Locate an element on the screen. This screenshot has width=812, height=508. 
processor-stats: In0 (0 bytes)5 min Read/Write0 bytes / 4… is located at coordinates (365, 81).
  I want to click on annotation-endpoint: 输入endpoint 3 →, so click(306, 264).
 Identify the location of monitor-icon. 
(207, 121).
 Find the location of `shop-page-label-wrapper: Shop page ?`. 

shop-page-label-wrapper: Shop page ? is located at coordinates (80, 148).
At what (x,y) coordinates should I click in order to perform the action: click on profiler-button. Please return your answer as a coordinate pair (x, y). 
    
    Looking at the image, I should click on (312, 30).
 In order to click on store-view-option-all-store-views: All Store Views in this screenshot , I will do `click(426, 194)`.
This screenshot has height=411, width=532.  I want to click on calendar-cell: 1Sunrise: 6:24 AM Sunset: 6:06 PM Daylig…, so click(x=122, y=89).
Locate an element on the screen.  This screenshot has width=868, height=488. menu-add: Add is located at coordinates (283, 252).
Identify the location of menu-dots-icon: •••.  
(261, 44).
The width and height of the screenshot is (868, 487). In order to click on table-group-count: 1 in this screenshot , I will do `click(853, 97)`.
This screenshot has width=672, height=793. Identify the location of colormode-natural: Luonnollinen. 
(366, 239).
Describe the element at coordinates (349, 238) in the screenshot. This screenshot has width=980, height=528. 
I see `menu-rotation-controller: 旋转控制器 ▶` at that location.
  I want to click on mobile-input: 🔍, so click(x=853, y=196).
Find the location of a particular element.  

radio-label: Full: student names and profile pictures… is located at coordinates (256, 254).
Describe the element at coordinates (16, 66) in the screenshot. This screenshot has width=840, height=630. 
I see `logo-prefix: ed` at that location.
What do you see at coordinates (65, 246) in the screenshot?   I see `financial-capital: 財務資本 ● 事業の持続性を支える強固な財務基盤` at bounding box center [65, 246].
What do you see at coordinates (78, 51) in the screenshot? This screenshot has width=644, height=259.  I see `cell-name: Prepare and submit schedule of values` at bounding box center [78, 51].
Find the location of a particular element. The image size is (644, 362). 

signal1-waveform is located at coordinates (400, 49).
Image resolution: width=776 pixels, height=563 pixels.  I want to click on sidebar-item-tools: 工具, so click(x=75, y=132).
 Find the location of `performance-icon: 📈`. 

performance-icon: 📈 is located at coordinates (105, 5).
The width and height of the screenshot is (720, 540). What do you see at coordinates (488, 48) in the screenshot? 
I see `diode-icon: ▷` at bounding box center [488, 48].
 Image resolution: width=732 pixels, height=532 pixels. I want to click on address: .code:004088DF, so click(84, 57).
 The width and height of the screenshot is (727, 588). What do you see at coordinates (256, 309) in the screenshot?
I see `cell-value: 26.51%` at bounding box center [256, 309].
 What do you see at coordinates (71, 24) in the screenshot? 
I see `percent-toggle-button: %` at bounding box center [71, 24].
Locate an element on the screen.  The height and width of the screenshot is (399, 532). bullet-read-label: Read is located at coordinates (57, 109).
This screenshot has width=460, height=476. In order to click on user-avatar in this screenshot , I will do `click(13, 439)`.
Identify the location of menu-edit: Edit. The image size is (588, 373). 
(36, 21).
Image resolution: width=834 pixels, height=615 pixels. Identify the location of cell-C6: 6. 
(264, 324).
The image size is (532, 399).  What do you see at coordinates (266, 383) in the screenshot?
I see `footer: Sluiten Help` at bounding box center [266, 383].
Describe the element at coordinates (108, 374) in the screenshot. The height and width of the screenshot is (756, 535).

## [PROBLEM]
Please print out every record exactly as it is written.

## [TASK ANSWER]
Locate an element on the screen. This screenshot has width=812, height=508. 
processor-stats: In0 (0 bytes)5 min Read/Write0 bytes / 4… is located at coordinates (365, 81).
  I want to click on annotation-endpoint: 输入endpoint 3 →, so click(306, 264).
 Identify the location of monitor-icon. 
(207, 121).
 Find the location of `shop-page-label-wrapper: Shop page ?`. 

shop-page-label-wrapper: Shop page ? is located at coordinates (80, 148).
At what (x,y) coordinates should I click in order to perform the action: click on profiler-button. Please return your answer as a coordinate pair (x, y). 
    
    Looking at the image, I should click on (312, 30).
 In order to click on store-view-option-all-store-views: All Store Views in this screenshot , I will do `click(426, 194)`.
This screenshot has height=411, width=532.  I want to click on calendar-cell: 1Sunrise: 6:24 AM Sunset: 6:06 PM Daylig…, so click(x=122, y=89).
Locate an element on the screen.  This screenshot has width=868, height=488. menu-add: Add is located at coordinates (283, 252).
Identify the location of menu-dots-icon: •••.  
(261, 44).
The width and height of the screenshot is (868, 487). In order to click on table-group-count: 1 in this screenshot , I will do `click(853, 97)`.
This screenshot has width=672, height=793. Identify the location of colormode-natural: Luonnollinen. 
(366, 239).
Describe the element at coordinates (349, 238) in the screenshot. This screenshot has width=980, height=528. 
I see `menu-rotation-controller: 旋转控制器 ▶` at that location.
  I want to click on mobile-input: 🔍, so click(x=853, y=196).
Find the location of a particular element.  

radio-label: Full: student names and profile pictures… is located at coordinates (256, 254).
Describe the element at coordinates (16, 66) in the screenshot. This screenshot has width=840, height=630. 
I see `logo-prefix: ed` at that location.
What do you see at coordinates (65, 246) in the screenshot?   I see `financial-capital: 財務資本 ● 事業の持続性を支える強固な財務基盤` at bounding box center [65, 246].
What do you see at coordinates (78, 51) in the screenshot? This screenshot has width=644, height=259.  I see `cell-name: Prepare and submit schedule of values` at bounding box center [78, 51].
Find the location of a particular element. The image size is (644, 362). 

signal1-waveform is located at coordinates (400, 49).
Image resolution: width=776 pixels, height=563 pixels.  I want to click on sidebar-item-tools: 工具, so click(x=75, y=132).
 Find the location of `performance-icon: 📈`. 

performance-icon: 📈 is located at coordinates (105, 5).
The width and height of the screenshot is (720, 540). What do you see at coordinates (488, 48) in the screenshot? 
I see `diode-icon: ▷` at bounding box center [488, 48].
 Image resolution: width=732 pixels, height=532 pixels. I want to click on address: .code:004088DF, so click(84, 57).
 The width and height of the screenshot is (727, 588). What do you see at coordinates (256, 309) in the screenshot?
I see `cell-value: 26.51%` at bounding box center [256, 309].
 What do you see at coordinates (71, 24) in the screenshot? 
I see `percent-toggle-button: %` at bounding box center [71, 24].
Locate an element on the screen.  The height and width of the screenshot is (399, 532). bullet-read-label: Read is located at coordinates (57, 109).
This screenshot has width=460, height=476. In order to click on user-avatar in this screenshot , I will do `click(13, 439)`.
Identify the location of menu-edit: Edit. The image size is (588, 373). 
(36, 21).
Image resolution: width=834 pixels, height=615 pixels. Identify the location of cell-C6: 6. 
(264, 324).
The image size is (532, 399).  What do you see at coordinates (266, 383) in the screenshot?
I see `footer: Sluiten Help` at bounding box center [266, 383].
Describe the element at coordinates (108, 374) in the screenshot. The height and width of the screenshot is (756, 535).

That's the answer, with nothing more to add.